WAN/LAN/VoIP Training Other than Cisco?
skeezix-the-cat asks: "After 9/11, the economy tanked, and a lot of state budgets shrank drastically, especially IT budgets. I work for a NOC for a western state with a population as sparse as Wyoming, but not nearly as well connected that was particularly hard hit by the recession. Training money at our agency has been scant, almost non-existent since 2001. Security has seen some bucks, and Windows/Microsoft training of course for the LAN team but general WAN training has suffered. Cisco VoIP training would be swell, and it's everywhere (but in our state). I have one shot at top-shelf training, a week, maybe two. What else is out there as far as LAN/WAN/VoIP training that would cover VoIP and related in a non-Cisco format that still would translate into my Cisco environment?"
"Even with the lack of training, we do ok -- Cisco TAC is nothing to sneeze at, Qwest carrier services techs are available and (IMHO) second to none, and our WAN team is blessedly a talented bunch of self starters. We route, switch, tunnel and bridge just about any whacked out architecture you can think of (but no MPLS yet.....). Our WAN is insane --multi-vendor frame, ATM, private DSL, private-line, lashed to a Sonet-MGX core (among other aggregation schemes), you name it we do it.
It has come to pass that I have a rare opportunity for some honest-to-god paid-for training, and w/ VoIP barreling down on everyone, this is where i'm looking to throw myself with this chance. We are pretty much a Cisco shop, but some agencies are prevailing on non-Cisco VoIP solutions. I have CBWFQ successfully making VoIP work --VoIP 'trunking' switch-attached phones between multi-cloud-connected sites w/ ATM-- across select backwaters of our network, I grok the basics and can even make it work.
I'm no expert, but I'm to the point, having made it work in one or two locations, that I have some nuanced, technique questions even (queueing, etc). If the Cisco training is all that's realistically available, I'll take it and be grateful, be it Cisco VoIP offerings or (jeepers) CIT would be fantastic...arguably better/more useful than the VoIP stuff, per se.
Is anyone out there prevailing on any great WAN/routing/QoS/troubleshooting training that *isn't* Cisco? Management wants me to tell them what I want, and tell them soon as in within the week --before the money evaporates."
It has come to pass that I have a rare opportunity for some honest-to-god paid-for training, and w/ VoIP barreling down on everyone, this is where i'm looking to throw myself with this chance. We are pretty much a Cisco shop, but some agencies are prevailing on non-Cisco VoIP solutions. I have CBWFQ successfully making VoIP work --VoIP 'trunking' switch-attached phones between multi-cloud-connected sites w/ ATM-- across select backwaters of our network, I grok the basics and can even make it work.
I'm no expert, but I'm to the point, having made it work in one or two locations, that I have some nuanced, technique questions even (queueing, etc). If the Cisco training is all that's realistically available, I'll take it and be grateful, be it Cisco VoIP offerings or (jeepers) CIT would be fantastic...arguably better/more useful than the VoIP stuff, per se.
Is anyone out there prevailing on any great WAN/routing/QoS/troubleshooting training that *isn't* Cisco? Management wants me to tell them what I want, and tell them soon as in within the week --before the money evaporates."
If you are running Windows and Cisco instead of Linux and Asterisk you are not broke!....pay up sucka
Got Code?
Hmm.. so your environment is Cisco, but there are no Cisco classes in your area... but on the other hand, Cisco education is much more widely distributed than any other type of networking training... Wait... why don't you just go to Cisco training again?
Sure, there's Juniper, etc. But the reality is that Cisco still has the most comprehensive, practical, network training on the planet.
Classes aren't good for much except the Lab. In the lecture they basically read the book to you, so if you can read for yourself, you might save some money by hitting Ebay for your lab equipment and Amazon for your training material.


### Goal of the exercise
Copy out all lines from the entries below in which "Services" occurs.

### Record excerpts

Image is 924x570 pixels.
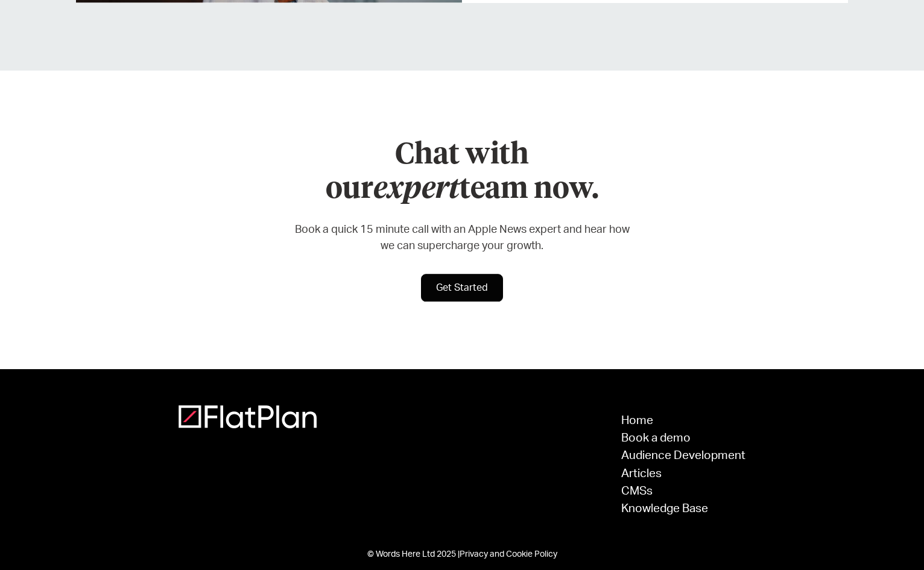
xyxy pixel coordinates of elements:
[178,548,746,560] div: © Words Here Ltd 2025 |
[621,503,746,514] a: Knowledge Base
[621,468,746,479] a: Articles
[621,415,746,427] a: Home
[293,138,631,208] h2: Chat with our team now.
[374,175,460,203] em: expert
[421,274,503,301] a: Get Started
[621,433,746,444] a: Book a demo
[293,222,631,255] p: Book a quick 15 minute call with an Apple News expert and hear how we can supercharge your growth.
[621,486,746,497] a: CMSs
[621,450,746,462] a: Audience Development
[460,550,557,558] a: Privacy and Cookie Policy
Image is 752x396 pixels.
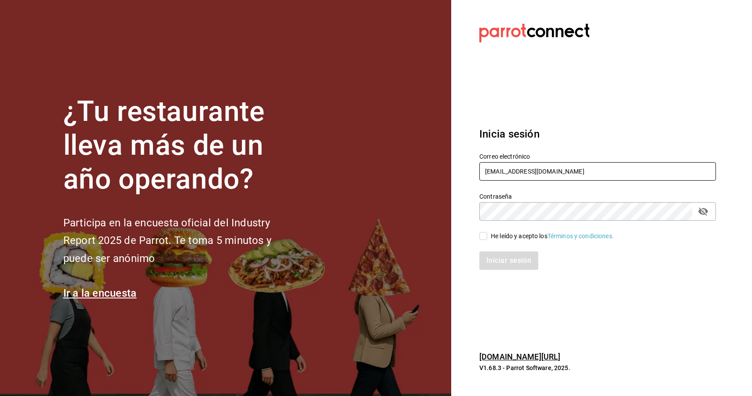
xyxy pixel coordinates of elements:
label: Contraseña [479,193,716,200]
div: He leído y acepto los [491,232,614,241]
button: passwordField [695,204,710,219]
h3: Inicia sesión [479,126,716,142]
h1: ¿Tu restaurante lleva más de un año operando? [63,95,301,196]
label: Correo electrónico [479,153,716,160]
a: Ir a la encuesta [63,287,137,299]
p: V1.68.3 - Parrot Software, 2025. [479,364,716,372]
input: Ingresa tu correo electrónico [479,162,716,181]
a: Términos y condiciones. [547,233,614,240]
a: [DOMAIN_NAME][URL] [479,352,560,361]
h2: Participa en la encuesta oficial del Industry Report 2025 de Parrot. Te toma 5 minutos y puede se... [63,214,301,268]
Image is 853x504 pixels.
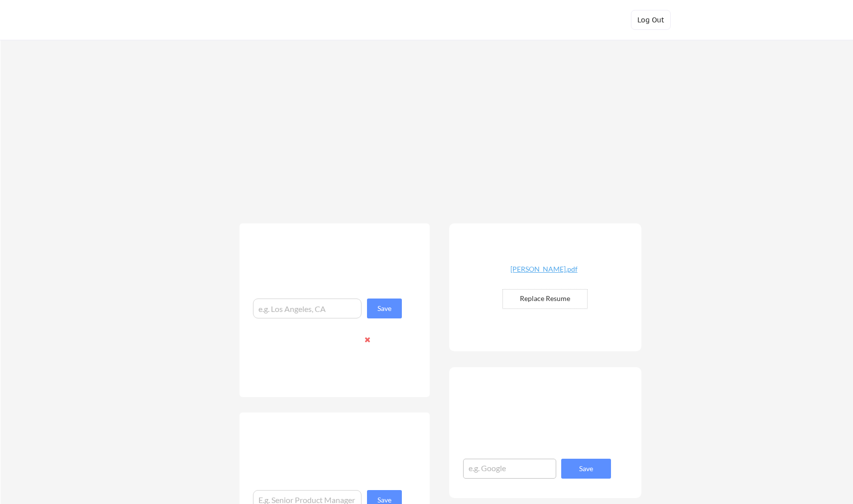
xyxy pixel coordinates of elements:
[631,10,671,30] button: Log Out
[561,459,611,478] button: Save
[367,299,402,318] button: Save
[484,266,603,281] a: [PERSON_NAME].pdf
[484,266,603,272] div: [PERSON_NAME].pdf
[253,299,361,318] input: e.g. Los Angeles, CA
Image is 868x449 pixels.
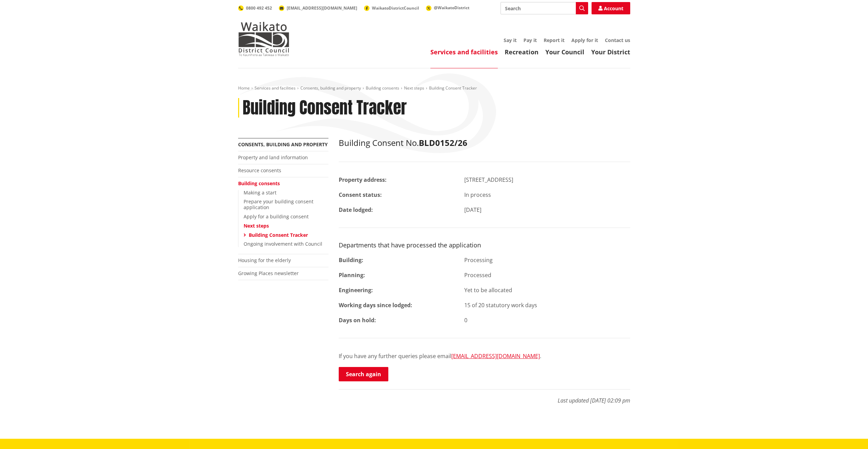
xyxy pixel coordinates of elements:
[459,205,636,214] div: [DATE]
[249,231,308,238] a: Building Consent Tracker
[459,191,636,199] div: In process
[243,98,407,118] h1: Building Consent Tracker
[238,154,308,161] a: Property and land information
[238,85,630,91] nav: breadcrumb
[459,316,636,325] div: 0
[459,271,636,279] div: Processed
[339,286,373,294] strong: Engineering:
[238,257,291,264] a: Housing for the elderly
[238,141,327,148] a: Consents, building and property
[372,5,419,11] span: WaikatoDistrictCouncil
[434,4,469,10] span: @WaikatoDistrict
[339,176,387,184] strong: Property address:
[339,206,373,214] strong: Date lodged:
[339,352,630,360] p: If you have any further queries please email .
[605,37,630,44] a: Contact us
[459,301,636,310] div: 15 of 20 statutory work days
[591,2,630,14] a: Account
[339,242,630,249] h3: Departments that have processed the application
[543,37,564,44] a: Report it
[339,191,381,198] strong: Consent status:
[429,85,477,90] span: Building Consent Tracker
[286,5,357,11] span: [EMAIL_ADDRESS][DOMAIN_NAME]
[404,85,424,90] a: Next steps
[426,4,469,10] a: @WaikatoDistrict
[501,2,588,14] input: Search input
[430,48,498,56] a: Services and facilities
[339,317,376,324] strong: Days on hold:
[545,48,584,56] a: Your Council
[451,352,540,360] a: [EMAIL_ADDRESS][DOMAIN_NAME]
[459,286,636,294] div: Yet to be allocated
[300,85,360,90] a: Consents, building and property
[279,5,357,11] a: [EMAIL_ADDRESS][DOMAIN_NAME]
[244,223,269,229] a: Next steps
[364,5,419,11] a: WaikatoDistrictCouncil
[504,48,538,56] a: Recreation
[459,256,636,265] div: Processing
[503,37,516,44] a: Say it
[238,270,299,277] a: Growing Places newsletter
[244,198,313,211] a: Prepare your building consent application
[238,85,250,90] a: Home
[339,301,412,309] strong: Working days since lodged:
[238,22,289,56] img: Waikato District Council - Te Kaunihera aa Takiwaa o Waikato
[523,37,536,44] a: Pay it
[366,85,399,90] a: Building consents
[459,176,636,184] div: [STREET_ADDRESS]
[339,271,365,279] strong: Planning:
[244,213,308,220] a: Apply for a building consent
[339,138,630,148] h2: Building Consent No.
[238,180,279,186] a: Building consents
[254,85,295,90] a: Services and facilities
[246,5,272,11] span: 0800 492 452
[244,241,322,247] a: Ongoing involvement with Council
[339,389,630,405] p: Last updated [DATE] 02:09 pm
[238,167,281,174] a: Resource consents
[571,37,598,44] a: Apply for it
[244,190,276,196] a: Making a start
[591,48,630,56] a: Your District
[339,257,363,264] strong: Building:
[419,137,468,148] strong: BLD0152/26
[238,5,272,11] a: 0800 492 452
[339,367,388,381] a: Search again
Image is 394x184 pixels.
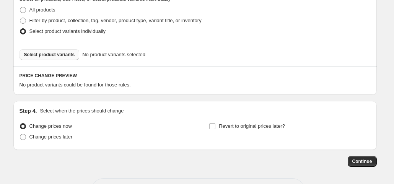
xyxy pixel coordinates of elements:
[352,158,372,164] span: Continue
[40,107,124,115] p: Select when the prices should change
[29,123,72,129] span: Change prices now
[24,52,75,58] span: Select product variants
[20,49,80,60] button: Select product variants
[20,107,37,115] h2: Step 4.
[348,156,377,167] button: Continue
[29,28,106,34] span: Select product variants individually
[29,134,73,140] span: Change prices later
[29,7,55,13] span: All products
[29,18,202,23] span: Filter by product, collection, tag, vendor, product type, variant title, or inventory
[20,73,371,79] h6: PRICE CHANGE PREVIEW
[20,82,131,88] span: No product variants could be found for those rules.
[219,123,285,129] span: Revert to original prices later?
[82,51,145,59] span: No product variants selected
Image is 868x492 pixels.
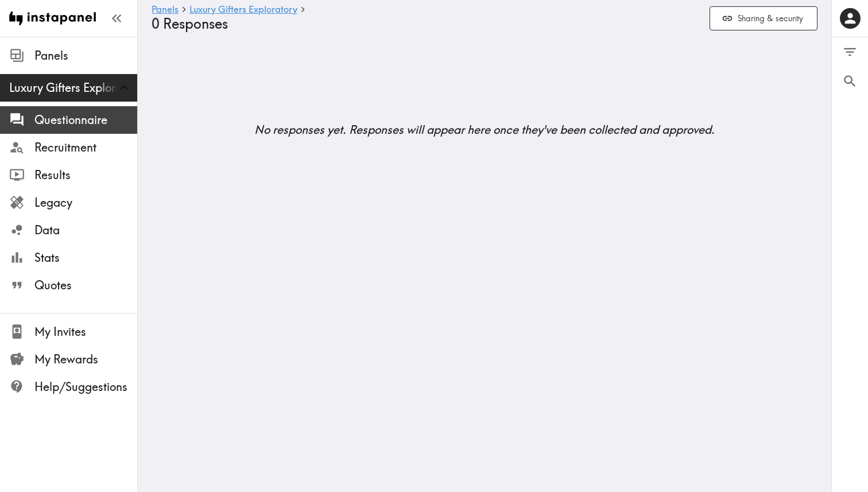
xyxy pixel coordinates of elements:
span: Legacy [35,194,137,211]
span: Luxury Gifters Exploratory [9,79,137,96]
button: Sharing & security [709,7,817,31]
button: Search [832,66,868,96]
span: Results [35,168,137,184]
span: My Rewards [35,351,137,367]
span: Questionnaire [35,112,137,128]
button: Filter Responses [832,38,868,66]
span: Search [842,73,858,89]
a: Panels [151,5,179,16]
span: My Invites [35,324,137,340]
span: Recruitment [35,140,137,156]
span: 0 Responses [151,16,228,32]
span: Filter Responses [842,45,858,60]
span: Stats [35,250,137,266]
span: Help/Suggestions [35,379,137,395]
span: Panels [35,48,137,63]
a: Luxury Gifters Exploratory [189,5,297,16]
span: Quotes [35,277,137,293]
span: Data [35,222,137,239]
h5: No responses yet. Responses will appear here once they've been collected and approved. [138,122,831,138]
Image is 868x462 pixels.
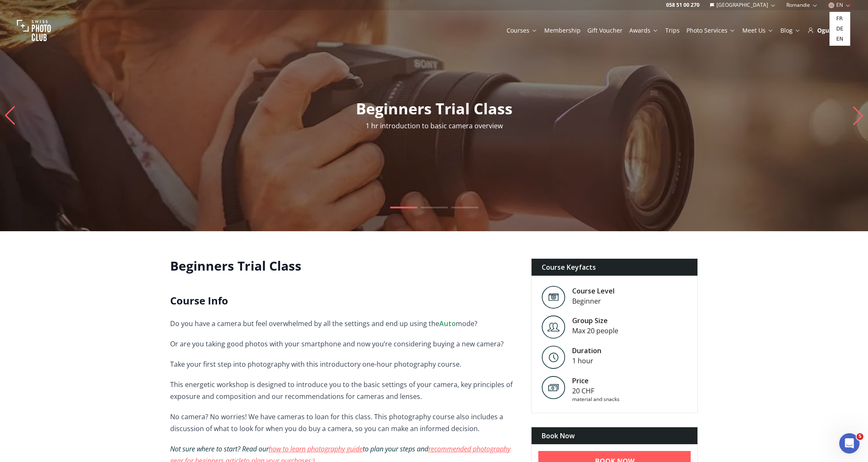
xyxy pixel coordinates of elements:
img: Level [542,286,565,309]
a: how to learn photography guide [269,444,362,453]
button: Trips [662,25,683,37]
a: Gift Voucher [587,26,622,35]
h2: Course Info [170,294,518,308]
p: This energetic workshop is designed to introduce you to the basic settings of your camera, key pr... [170,378,518,402]
div: Course Keyfacts [532,259,698,276]
p: Or are you taking good photos with your smartphone and now you’re considering buying a new camera? [170,338,518,349]
a: Courses [507,26,538,35]
button: Photo Services [683,25,739,37]
div: Group Size [572,316,618,326]
strong: Auto [439,319,456,328]
p: Do you have a camera but feel overwhelmed by all the settings and end up using the mode? [170,318,518,330]
div: Book Now [532,427,698,444]
div: 20 CHF [572,385,619,395]
h1: Beginners Trial Class [170,258,518,274]
div: EN [829,12,850,46]
button: Blog [776,25,804,37]
a: Photo Services [686,26,736,35]
a: de [831,24,848,34]
button: Awards [626,25,662,37]
img: Level [542,346,565,368]
a: Membership [544,26,580,35]
iframe: Intercom live chat [839,433,859,453]
a: Awards [629,26,658,35]
img: Price [542,375,565,399]
img: Level [542,316,565,339]
a: en [831,34,848,44]
span: 5 [856,433,863,440]
div: Oguzhan [807,26,851,35]
a: Meet Us [743,26,773,35]
button: Gift Voucher [584,25,626,37]
div: material and snacks [572,395,619,402]
img: Swiss photo club [17,14,51,48]
div: Beginner [572,296,614,306]
em: Not sure where to start? Read our [170,444,269,453]
em: to plan your steps and [362,444,428,453]
div: Course Level [572,286,614,296]
div: Duration [572,346,601,355]
button: Meet Us [739,25,776,37]
a: fr [831,14,848,24]
a: 058 51 00 270 [666,2,700,9]
p: Take your first step into photography with this introductory one-hour photography course. [170,358,518,370]
button: Membership [541,25,584,37]
div: Max 20 people [572,326,618,336]
a: Blog [780,26,800,35]
div: Price [572,375,619,385]
p: No camera? No worries! We have cameras to loan for this class. This photography course also inclu... [170,410,518,434]
button: Courses [503,25,541,37]
a: Trips [665,26,680,35]
div: 1 hour [572,355,601,365]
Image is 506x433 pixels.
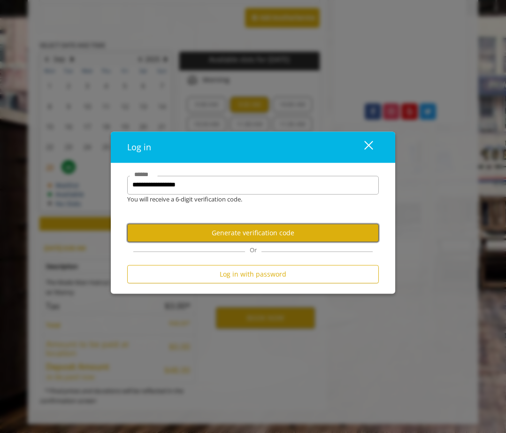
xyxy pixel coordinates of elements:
span: Log in [127,141,151,152]
span: Or [245,246,261,254]
button: Log in with password [127,265,379,283]
button: close dialog [347,137,379,157]
div: You will receive a 6-digit verification code. [120,194,372,204]
button: Generate verification code [127,224,379,242]
div: close dialog [353,140,372,154]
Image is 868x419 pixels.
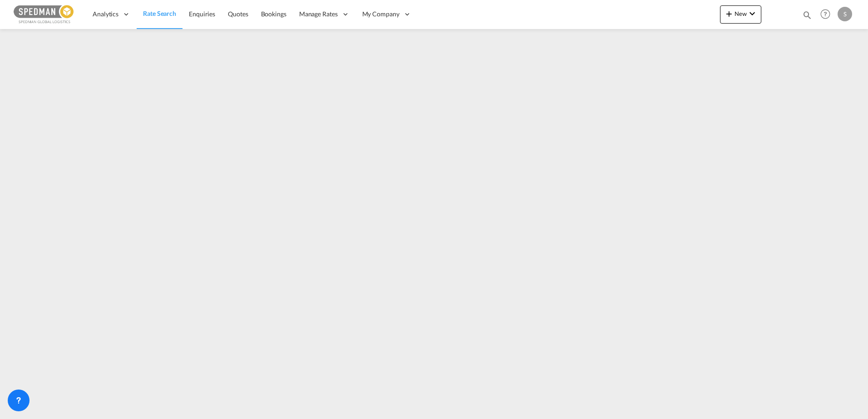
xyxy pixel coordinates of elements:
[802,10,813,20] md-icon: icon-magnify
[838,7,852,22] div: S
[299,9,338,19] span: Manage Rates
[818,7,833,22] span: Help
[720,6,762,23] button: icon-plus 400-fgNewicon-chevron-down
[802,10,813,23] div: icon-magnify
[143,9,176,17] span: Rate Search
[747,8,758,19] md-icon: icon-chevron-down
[261,10,286,18] span: Bookings
[362,9,400,19] span: My Company
[14,4,75,24] img: c12ca350ff1b11efb6b291369744d907.png
[723,10,758,17] span: New
[228,10,248,18] span: Quotes
[818,7,838,22] div: Help
[723,8,735,19] md-icon: icon-plus 400-fg
[189,10,215,18] span: Enquiries
[93,9,118,19] span: Analytics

### Response below
[430,48,498,56] a: Services and facilities
[254,85,295,90] a: Services and facilities
button: Photo Services [683,25,739,37]
a: Photo Services [686,26,736,35]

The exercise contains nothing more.